Electronic – Creating a temperature-dependent solar cell in LTSpice (using varistors)

ltspicesimulationsolar celltemperaturevaristor

I'm currently working on my master thesis and therefore need to simulate a solar cell in LTSpice.

I've already modeled and simulated some examples with constant values. But for a more accurate model, I want to make the whole system temperature dependent since the solar cell will heat up from 15°C to roughly 70°C. The problem I'm facing is implementing the temperature dependency.

As far as I know, there is no way of using a temperature curve (just temp sweeps) for the simulation. The only way to get around this problem is using a voltage dependent current source (Iph) and varistors for the series and shunt resistor (Rs and Rsh). But when I'm using varistors instead of resistors, I get totally different results which are nothing like I'd expect them to be. I attached two plots showing the difference.

Expected solar cell results
Figure 1: Expected solar cell results

Solar cell results with varistors
Figure 2: Solar cell results with varistors

Do you have any ideas what I'm doing wrong with the varistors, or is there a better way to implement the temperature dependency?

The schematics are attached. If you have any questions, feel free to ask.
Thank you for the time and knowledge you are investing! I really appreciate it.

Schematics
Figure 3: Schematics

Best Answer

Here is an attempt at a dynamic solution (everything below is some mock-up, tinkered values):

test

V1 is the reference voltage.

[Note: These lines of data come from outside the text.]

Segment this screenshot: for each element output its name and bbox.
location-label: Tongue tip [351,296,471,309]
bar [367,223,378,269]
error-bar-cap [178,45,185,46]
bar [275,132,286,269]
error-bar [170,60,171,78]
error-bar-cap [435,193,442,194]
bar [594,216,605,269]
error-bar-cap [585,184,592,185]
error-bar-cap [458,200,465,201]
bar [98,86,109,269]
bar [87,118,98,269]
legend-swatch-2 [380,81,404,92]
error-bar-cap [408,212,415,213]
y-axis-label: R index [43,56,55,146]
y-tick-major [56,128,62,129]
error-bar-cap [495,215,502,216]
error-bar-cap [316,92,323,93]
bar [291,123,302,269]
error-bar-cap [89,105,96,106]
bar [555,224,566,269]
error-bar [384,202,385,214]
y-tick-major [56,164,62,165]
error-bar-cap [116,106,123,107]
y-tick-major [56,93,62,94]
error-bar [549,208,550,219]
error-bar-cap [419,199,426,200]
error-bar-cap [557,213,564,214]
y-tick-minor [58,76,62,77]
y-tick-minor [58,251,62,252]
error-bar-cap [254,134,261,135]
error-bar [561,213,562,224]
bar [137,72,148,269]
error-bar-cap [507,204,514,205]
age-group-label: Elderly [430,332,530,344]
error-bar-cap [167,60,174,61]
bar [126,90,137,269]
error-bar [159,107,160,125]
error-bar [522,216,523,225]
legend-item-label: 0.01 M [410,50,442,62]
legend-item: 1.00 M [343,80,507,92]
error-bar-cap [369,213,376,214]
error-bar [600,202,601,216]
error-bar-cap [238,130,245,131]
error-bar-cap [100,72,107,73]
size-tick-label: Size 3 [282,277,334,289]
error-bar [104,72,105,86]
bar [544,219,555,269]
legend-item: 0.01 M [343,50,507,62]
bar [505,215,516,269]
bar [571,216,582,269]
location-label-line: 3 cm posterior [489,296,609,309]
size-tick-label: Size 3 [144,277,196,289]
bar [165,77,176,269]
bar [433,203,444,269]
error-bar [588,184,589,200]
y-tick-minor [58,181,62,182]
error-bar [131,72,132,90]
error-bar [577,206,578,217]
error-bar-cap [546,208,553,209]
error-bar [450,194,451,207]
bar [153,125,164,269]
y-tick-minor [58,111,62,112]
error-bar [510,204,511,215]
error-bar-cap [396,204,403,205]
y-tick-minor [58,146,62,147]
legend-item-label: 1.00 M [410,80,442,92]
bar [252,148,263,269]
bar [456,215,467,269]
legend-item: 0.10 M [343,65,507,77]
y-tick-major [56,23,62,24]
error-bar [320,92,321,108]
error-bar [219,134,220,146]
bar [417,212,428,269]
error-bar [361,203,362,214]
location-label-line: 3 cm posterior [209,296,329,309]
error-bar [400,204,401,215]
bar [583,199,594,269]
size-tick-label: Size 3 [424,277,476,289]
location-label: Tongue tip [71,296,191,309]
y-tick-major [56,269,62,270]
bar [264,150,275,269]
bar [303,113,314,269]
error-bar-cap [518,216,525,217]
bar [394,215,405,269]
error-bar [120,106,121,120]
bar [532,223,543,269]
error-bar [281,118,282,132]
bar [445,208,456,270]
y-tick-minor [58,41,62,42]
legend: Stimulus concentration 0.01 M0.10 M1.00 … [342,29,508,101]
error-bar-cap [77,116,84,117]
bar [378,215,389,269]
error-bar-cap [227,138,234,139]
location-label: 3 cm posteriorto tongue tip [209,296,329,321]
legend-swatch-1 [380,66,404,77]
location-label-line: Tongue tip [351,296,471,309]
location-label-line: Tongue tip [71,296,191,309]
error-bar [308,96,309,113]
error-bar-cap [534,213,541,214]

E1 serves as a feedback error amplifier that ultimately acts as a source for the load, too. At its negative input, is what would be the variation of the temperature as a function of the load current: Vx is the current sensor, F1 takes this, attenuates it by some value (here 100x), and then feeds it to a simple lowpass RC (can add a ladder afterwards for finer control), whose values make up the thermal constant you're interested in.

Note that I used Rpar=20 and ic=25. These two values represent the temperature at "rest" (I(F1)*Rpar) and the initial temperature (ic). This is what comes up:

result

If you look at the separate, red V(temp), it starts at a value and decreases, that's because the effect of the imposed initial condition is higher than the "rest" voltage, and, since the load sees little current drawn, the temperature slowly decreases to the equilibrum. The black voltage, V(Vin), starts a bit lower due to the initial warm conditions, but then rises towards the value given by reference-rest.

Then the current ramps up, temperature goes up, and here's the not-so-nice part: the plateau should exponentially rise as a 1-exp(-x), more than it's in the simulation, but not ad infinitum, thats why an RC ladder would have been nicer since you can add series RC, too.

Then the current drops, the temperature slowly decreases, to reach equilibrum. All this time, the voltage drops or rises according to the temperature variation.

Now, I realize this is probably less than a bare-bones show, but it's a start to show how to use the temperature in a feedback loop, seeing as you already have a VCCS in there, which can be put to good use. If you use primitives such as V+F for current sensor, and VCCS or VCVS plus RC elements, your simulation will fly, so the inclusion of such a circuit will barely hinder the rest of the schematic.